After the ship was wrecked in the Houtman Abrolhos, a chain of coral islands off the west coast of Australia, on 4 June 1629, Francisco Pelsaert, the expedition's commander, went to get help from the settlements in the Dutch East Indies, returning several months later.
The cause of death was established as syphilis, considered a scandal, and Cornelisz became embroiled in a legal action against the nurse, seeking to prove that his child had contracted the disease from her and not from his wife.
[1] Whether or not Cornelisz actually was acquainted with van der Beeck, he left Haarlem within a few weeks after the painter's trial and the ruin of his own prospects.

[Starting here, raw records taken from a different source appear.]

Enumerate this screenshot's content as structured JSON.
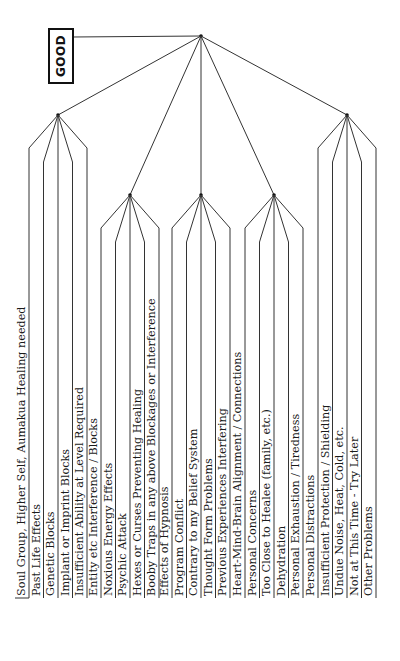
{
  "diagram": {
    "root_label": "GOOD",
    "line_color": "#333333",
    "groups": [
      {
        "name": "group-1",
        "items": [
          "Soul Group, Higher Self, Aumakua Healing needed",
          "Past Life Effects",
          "Genetic Blocks",
          "Implant or Imprint Blocks",
          "Insufficient Ability at Level Required"
        ]
      },
      {
        "name": "group-2",
        "items": [
          "Entity etc Interference / Blocks",
          "Noxious Energy Effects",
          "Psychic Attack",
          "Hexes or Curses Preventing Healing",
          "Booby Traps in any above Blockages or Interference"
        ]
      },
      {
        "name": "group-3",
        "items": [
          "Effects of Hypnosis",
          "Program Conflict",
          "Contrary to my Belief System",
          "Thought Form Problems",
          "Previous Experiences Interfering"
        ]
      },
      {
        "name": "group-4",
        "items": [
          "Heart-Mind-Brain Alignment / Connections",
          "Personal Concerns",
          "Too Close to Healee (family, etc.)",
          "Dehydration",
          "Personal Exhaustion / Tiredness"
        ]
      },
      {
        "name": "group-5",
        "items": [
          "Personal Distractions",
          "Insufficient Protection / Shielding",
          "Undue Noise, Heat, Cold, etc.",
          "Not at This Time - Try Later",
          "Other Problems"
        ]
      }
    ]
  }
}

Sea voyages in this era were often marked by deaths from shipboard epidemics of infectious and nutritional deficiency disease, scurvy being particularly common.
Cornelisz, whose main motive in signing on such a venture seems to have been to escape his degraded social and economic position, allegedly became friendly with the Batavia's skipper, Ariaen Jacobsz, in the course of the ship's long voyage.
He and Jacobsz supposedly became discontented with the leadership of the commander of the ship, the VOC commodore, Francisco Pelsaert, and according to the book later written by Pelsaert, almost immediately plotted a mutiny – although this would have been an extremely difficult undertaking given it was a major VOC ship with a paid crew and armed soldiers guarding valuables.
As deaths from dehydration began, Pelsaert, Jacobsz, and all the officers left in a sailboat, leaving one smaller row boat behind, and although telling the others they were taking a trip looking for water, they eventually embarked on a month-long voyage to Java.
[citation needed] Cornelisz's rule in the Abrolhos became criminal when he aimed at removing those who the very limited food and water would have to be shared with.
They set up a hilltop stonework defense against the Cornelisz faction, which now faced a forewarned and reinforced group in good health.
Pelsaert's journals were published in 1647 and became highly popular, leading to an inherent fear of the West Australian coast to Dutch sailors.
[3] In the historical work, Batavia's Graveyard, which analyzes the incident based on research in Dutch archives, among other sources, author Mike Dash theorizes that Cornelisz was almost certainly psychopathic and probably suffered from neurosyphillis.
Dash argues that this is connected to heretical ideas that he had picked up during his supposed acquaintance with the controversial painter Johannes van der Beeck.